Third, there must be trusted third-party monitors and verifiers. Israelis will not trust Palestinian reports. Palestinians will not trust Israeli reports. The United States alone may not be enough. A credible mechanism should include the United States, key Arab states, Europe, and possibly international security professionals accepted by both sides. Their role would be to verify implementation, publish findings, resolve disputes, identify violations, and recommend corrective steps.
Fourth, security must be real, not rhetorical. Israelis need to know that a Palestinian state will not become another armed front. That means demilitarization of heavy weapons, a unified Palestinian security command, no independent armed groups, strong border arrangements, intelligence cooperation, and regional guarantees.
But Palestinians also need security: protection from settler violence, an end to arbitrary military incursions, freedom of movement, economic access, and the dignity of living under their own government rather than under occupation.
Security cannot mean security for one side and insecurity for the other. That is not peace. It is control.
Fifth, both sides must be held accountable. If Palestinian institutions tolerate violence or incitement, there must be consequences. If Israel expands settlements or fails to implement redeployments, there must also be consequences. A peace agreement in which only one side is monitored will not survive. Accountability must be mutual.
Sixth, peace cannot be built only by separation. Walls and fences may reduce immediate risks, and sometimes they may be necessary. But they do not create peace. Peace is built by interaction, cooperation, and the slow human recognition that the other people is not going away and is not destined to be an eternal enemy.
Seventh, education must be part of the agreement, not an afterthought. Israeli children must learn that Palestinians are a people with history, identity, suffering, rights, and legitimate national aspirations.
Palestinian children must learn that Jews and Israelis also have history, trauma, identity, rights, and a legitimate need for security and self-determination. Hebrew and Arabic should become languages of understanding.
None of this is naïve. Naïveté is believing the conflict can be managed forever. Naïveté is believing force alone will make millions of Palestinians accept life without freedom. Naïveté is believing Israelis can have security while Palestinians live in despair. Naïveté is also believing Palestinians can achieve freedom by denying Israeli fears or Jewish historical attachment to this land.

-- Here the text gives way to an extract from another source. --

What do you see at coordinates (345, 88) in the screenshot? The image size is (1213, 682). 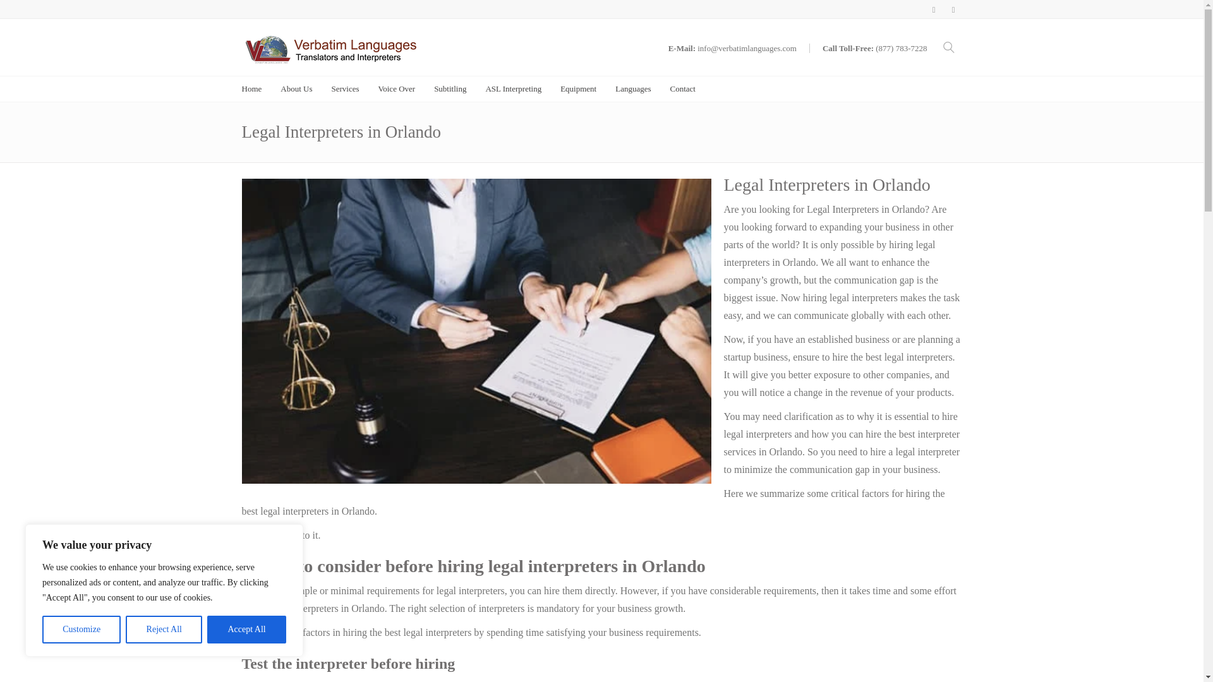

A serious peace process must begin with honesty: Israelis do not trust Palestinians, and Palestinians do not trust Israelis. That reality is not a reason to avoid negotiations. It is the reason negotiations must be designed intelligently.

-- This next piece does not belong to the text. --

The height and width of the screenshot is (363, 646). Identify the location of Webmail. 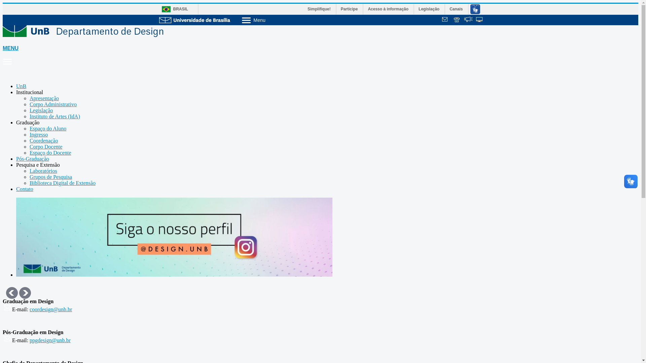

Peace does not require love. It does not require forgetting. It requires interests, obligations, verification, accountability, courage, and leadership.
Israelis who fear Palestinian intentions should not be asked to close their eyes and jump. They should be offered a process in which every step is tested, verified, and reversible until trust is earned.
Palestinians who fear Israeli domination should be offered the same: a process in which occupation ends, sovereignty is real, and Israeli obligations are monitored no less than Palestinian ones.
The alternative is not safety. The alternative is more war, more bereavement, more international isolation, more extremism, and more generations taught that the other side understands only force.
We do not need a naïve peace. We need an intelligent peace – one that begins with mistrust, builds mechanisms to overcome it, and proves through action that both peoples can be safer, freer, and more secure together than they will ever be apart.
The writer is the Middle East director of the International Communities Organization and the co-head of the Alliance for Two States.